Friday, May 06, 2005

Careful what you ask for

Mikaela says:
The US sure knows who to back in global conflicts! Our track record is soooooo wonderful. We wanted to be a world superpower, right? Wanted to have our gun barrels in lots of different pies? You get what you sow? Well, we're reaping bombs now.

From Democracy Now on Wednesday:

Report: Insurgents Aided By Old U.S. Army Manual

"The Washington Post is reporting that the Iraqi resistance likely learned some of their bomb-making techniques indirectly from the U.S. Army. In 1965 the Army issued a detailed booklet on how to build and hide booby traps. The manual included detailed diagrams illustrating various means of wiring detonators to explosives. It also gave advice on the best locations for concealing deadly bombs. In 1987, Saddam Hussein distributed an Arabic version of the manual to the Iraqi military. The manual was translated at a time when the Reagan administration was supplying Iraq with military assistance in its war against Iran [emphasis added]. One U.S. official estimated that ten percent of the bombs planted in Iraq use the pressure-detonation techniques detailed in the U.S. document. "

The Post story is no longer available on its website (citing temporary technical problems), but today's story about the heating up of violence between Sunnis and Shiites forebodes the earnest beginnings of Iraq's civil war. If this continues, American soldiers in Iraq will literally be caught in the crosshairs of two indigenous religious groups that our government will choose between. And we all know how successful that scenario is bound to be. What are we doing there again?

Persistent Violence Plagues Iraq
Bombings in Tikrit and Baghdad Kill 23
By Omar Fekeiki and Fred Barbash
May 6, 2005

"Against a backdrop of rising sectarian tension between Sunni and Shiite Muslims, groups of unidentified bodies have been found at least twice in recent weeks.

Last month, the bodies of 19 Iraqi soldiers were found piled in a soccer stadium in western Iraq after they had been captured by insurgents.

Separately, police announced the discovery of 58 corpses floating in the Tigris River near a village where Shiite Muslim leaders earlier had reported that civilians were being abducted by Sunni Muslim extremists. There has been no confirmation of how the 58 died."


**Work to complete**
The answer is to be all of the data below, reproduced exactly.

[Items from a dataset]
——————————

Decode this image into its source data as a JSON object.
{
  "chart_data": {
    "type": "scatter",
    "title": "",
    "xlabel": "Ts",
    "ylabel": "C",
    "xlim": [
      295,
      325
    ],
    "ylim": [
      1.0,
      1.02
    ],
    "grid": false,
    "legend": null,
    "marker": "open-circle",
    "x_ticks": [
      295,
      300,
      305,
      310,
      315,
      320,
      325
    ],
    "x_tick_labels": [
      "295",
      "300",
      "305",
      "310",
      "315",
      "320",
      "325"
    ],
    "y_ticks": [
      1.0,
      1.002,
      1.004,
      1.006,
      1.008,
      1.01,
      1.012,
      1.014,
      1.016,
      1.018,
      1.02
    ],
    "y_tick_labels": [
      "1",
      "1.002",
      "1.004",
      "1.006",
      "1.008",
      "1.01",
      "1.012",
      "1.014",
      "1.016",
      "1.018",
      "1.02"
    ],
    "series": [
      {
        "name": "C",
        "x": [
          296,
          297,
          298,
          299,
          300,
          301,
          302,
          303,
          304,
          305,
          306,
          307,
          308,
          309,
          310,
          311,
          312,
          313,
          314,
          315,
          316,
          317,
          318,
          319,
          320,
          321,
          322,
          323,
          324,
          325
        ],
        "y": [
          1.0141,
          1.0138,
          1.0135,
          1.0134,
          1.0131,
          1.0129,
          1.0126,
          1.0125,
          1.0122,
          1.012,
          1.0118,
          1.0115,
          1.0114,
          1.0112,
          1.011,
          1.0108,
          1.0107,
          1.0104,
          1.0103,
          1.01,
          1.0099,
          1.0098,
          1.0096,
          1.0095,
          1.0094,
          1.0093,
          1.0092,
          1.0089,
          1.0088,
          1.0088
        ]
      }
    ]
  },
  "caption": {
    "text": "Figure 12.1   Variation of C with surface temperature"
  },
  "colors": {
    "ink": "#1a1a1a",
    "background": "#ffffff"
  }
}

——————————

**Answer for the task**
Decode this image into its source data as a JSON object.
{
  "chart_data": {
    "type": "scatter",
    "title": "",
    "xlabel": "Ts",
    "ylabel": "C",
    "xlim": [
      295,
      325
    ],
    "ylim": [
      1.0,
      1.02
    ],
    "grid": false,
    "legend": null,
    "marker": "open-circle",
    "x_ticks": [
      295,
      300,
      305,
      310,
      315,
      320,
      325
    ],
    "x_tick_labels": [
      "295",
      "300",
      "305",
      "310",
      "315",
      "320",
      "325"
    ],
    "y_ticks": [
      1.0,
      1.002,
      1.004,
      1.006,
      1.008,
      1.01,
      1.012,
      1.014,
      1.016,
      1.018,
      1.02
    ],
    "y_tick_labels": [
      "1",
      "1.002",
      "1.004",
      "1.006",
      "1.008",
      "1.01",
      "1.012",
      "1.014",
      "1.016",
      "1.018",
      "1.02"
    ],
    "series": [
      {
        "name": "C",
        "x": [
          296,
          297,
          298,
          299,
          300,
          301,
          302,
          303,
          304,
          305,
          306,
          307,
          308,
          309,
          310,
          311,
          312,
          313,
          314,
          315,
          316,
          317,
          318,
          319,
          320,
          321,
          322,
          323,
          324,
          325
        ],
        "y": [
          1.0141,
          1.0138,
          1.0135,
          1.0134,
          1.0131,
          1.0129,
          1.0126,
          1.0125,
          1.0122,
          1.012,
          1.0118,
          1.0115,
          1.0114,
          1.0112,
          1.011,
          1.0108,
          1.0107,
          1.0104,
          1.0103,
          1.01,
          1.0099,
          1.0098,
          1.0096,
          1.0095,
          1.0094,
          1.0093,
          1.0092,
          1.0089,
          1.0088,
          1.0088
        ]
      }
    ]
  },
  "caption": {
    "text": "Figure 12.1   Variation of C with surface temperature"
  },
  "colors": {
    "ink": "#1a1a1a",
    "background": "#ffffff"
  }
}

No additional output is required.